Inflation ate my homework?
You saw this coming after today’s release of the Personal Consumption Expenditure inflation index. “Core PCE” inflation, which excludes food and energy – the lowest lowball inflation index the US offers and which the Fed uses to track its inflation target – spiked by 6.4% annualized for the past three months. In May alone it rose by 0.5% from April.
Consumers got some remaining stimmies and extra unemployment checks and other stimulus funds from the government in May, which still puffed up their income, but less than in prior months. Consumers then spent this income in a heroic manner. But inflation ate a chunk out of their spending in May, and adjusted for inflation, it fell.

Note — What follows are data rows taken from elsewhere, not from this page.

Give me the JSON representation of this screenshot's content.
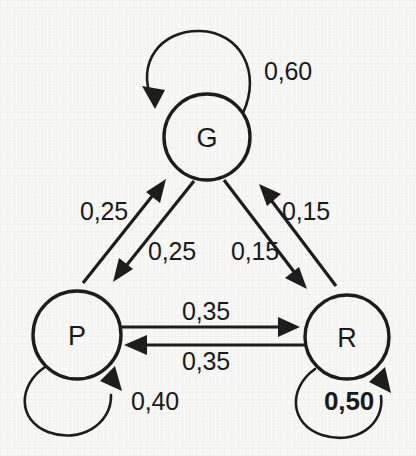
{
  "diagram": {
    "type": "markov-chain-state-diagram",
    "colors": {
      "background": "#f7f7f6",
      "stroke": "#1d1d1d",
      "text": "#1a1a1a"
    },
    "nodes": [
      {
        "id": "G",
        "label": "G",
        "cx": 207,
        "cy": 137,
        "r": 43
      },
      {
        "id": "P",
        "label": "P",
        "cx": 77,
        "cy": 335,
        "r": 44
      },
      {
        "id": "R",
        "label": "R",
        "cx": 347,
        "cy": 337,
        "r": 42
      }
    ],
    "edges": [
      {
        "from": "G",
        "to": "G",
        "weight": "0,60",
        "kind": "self-loop",
        "label_x": 288,
        "label_y": 71,
        "bold": false
      },
      {
        "from": "P",
        "to": "P",
        "weight": "0,40",
        "kind": "self-loop",
        "label_x": 155,
        "label_y": 401,
        "bold": false
      },
      {
        "from": "R",
        "to": "R",
        "weight": "0,50",
        "kind": "self-loop",
        "label_x": 349,
        "label_y": 401,
        "bold": true
      },
      {
        "from": "P",
        "to": "G",
        "weight": "0,25",
        "kind": "straight",
        "label_x": 104,
        "label_y": 211,
        "bold": false
      },
      {
        "from": "G",
        "to": "P",
        "weight": "0,25",
        "kind": "straight",
        "label_x": 172,
        "label_y": 251,
        "bold": false
      },
      {
        "from": "G",
        "to": "R",
        "weight": "0,15",
        "kind": "straight",
        "label_x": 255,
        "label_y": 251,
        "bold": false
      },
      {
        "from": "R",
        "to": "G",
        "weight": "0,15",
        "kind": "straight",
        "label_x": 306,
        "label_y": 211,
        "bold": false
      },
      {
        "from": "P",
        "to": "R",
        "weight": "0,35",
        "kind": "straight",
        "label_x": 206,
        "label_y": 311,
        "bold": false
      },
      {
        "from": "R",
        "to": "P",
        "weight": "0,35",
        "kind": "straight",
        "label_x": 206,
        "label_y": 361,
        "bold": false
      }
    ]
  }
}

Adjusted for inflation, “real” consumer income from all sources fell 2.4% in May from April, and was down 1.1% from May last year, according to the Bureau of Economic Analysis today. Not adjusted for inflation, consumer income fell 2.0%. Each of the three waves of stimmies triggered a glorious WTF spike in income. Those stimmies are now petering out, but consumers are still receiving other payments from the federal government, including special unemployment benefits:
How this bout of inflation, the highest since the early 1980s, is starting to add up month by month, inexorably, and cumulatively, is depicted in the chart below. It tracks personal income from all sources, adjusted for inflation (red line) and not adjusted for inflation (green line), both expressed as an index set at 100 for January 2019. Note the sharply widening gap between the two lines. That’s the effect of inflation. I’m going track it that way going forward:
Inflation ate my homework?
American consumers are still trying to spend heroic amounts of money as fast as they can – they just didn’t keep up with inflation.